Schrodinger’s Sexually-Muted Young Woman is the young cis woman whose pussy is touched and untouched simultaneously: she is sexually enticing and satisfying, but only for the gratification of men, and only in their presence. Unless clutching onto a suitably masculine hunk, her sexuality is grotesque and gauche. Being sexual for the sake of her own desire is uncouth. It is this phenomenon that leads young women to be embarrassed when talking among themselves, and shamed when talking with young men.

Many straight teenage boys, as most who know one will confirm, are blessed with the divine capability of being able to wank to anything. This includes pornography and cam-shows of girls getting themselves off. Or girls wanking alongside one another. Or girls wanking and then being “walked in on” by “accident” by their “horny uncles”. When hot girls behind screens masturbate for boys, for the camera, for money, it’s hot. When young women in general — 3D, sometimes acned, sometimes bespectacled, and always glorious — decide to wank, it’s uncomfortable. Teenage boys, although equally as acned and bespectacled, instead get a seal of approval and a (potentially sticky) high-five.

We need to make sure these young women know that masturbating is fine. We need to make sure that young men know that girls masturbating is fine (yes, even offscreen). Sexuality is fine, it is healthy, and it can be incredibly liberating. No young woman should be embarrassed by orgasmically shaking legs and strange jaw alignments. All young women should feel that, should they want to, they can openly celebrate their own personal sexual victories. When we seem to coach young women into believing that their bodies are not for their own enjoyment, we are teaching them that their bodies are not their own, that Some Other Entity Somewhere has jurisdiction over their hands, their genitalia, their curling toes. I doubt I need to explain why we should all find that alarming.
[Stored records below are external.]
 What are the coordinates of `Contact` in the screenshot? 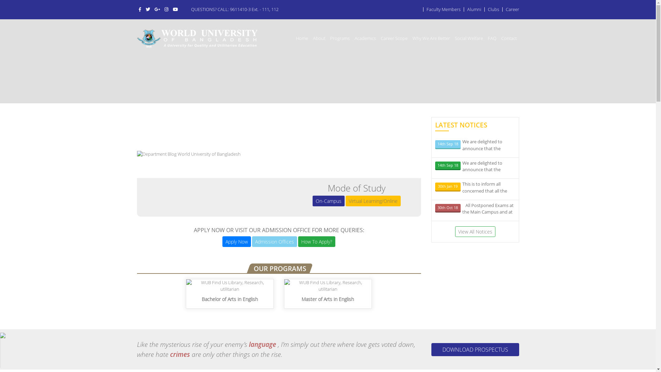 It's located at (509, 38).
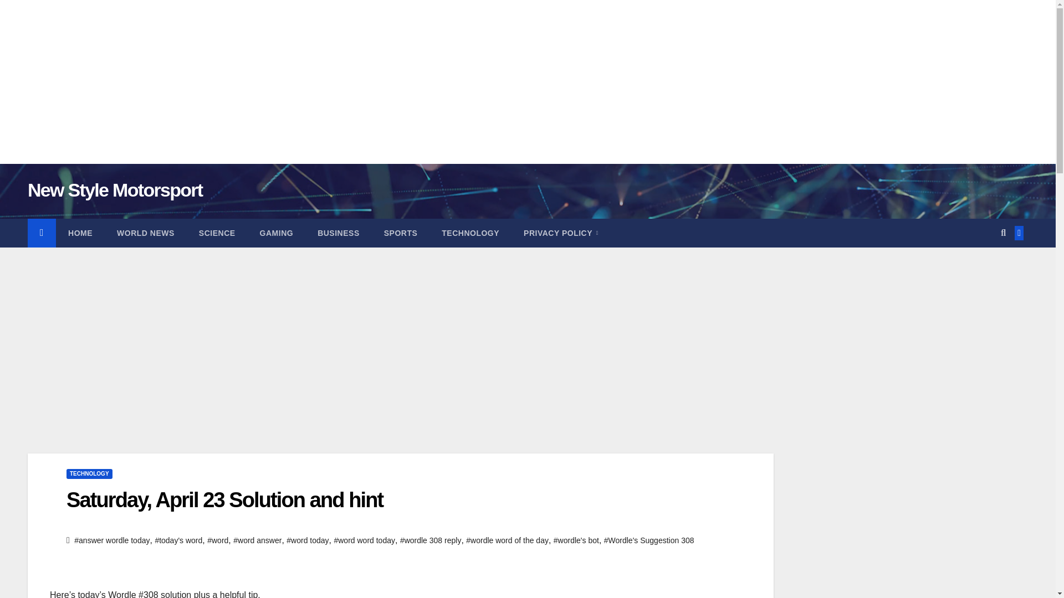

For me, masturbation has been a great reclamation of my body, a magnificent personal journey along my Great Wall of Vagina. To get to this place, though, I had to have a lot of awkward conversations, tell a lot of half-truths and clear a lot of search history. Let’s change this for the next generation of fledgling feminists — let’s have an open, unashamed, happy conversation about self-love that respects and reflects the experiences of all genders. Change can come, and I hope you’ll all join me in riding the wave.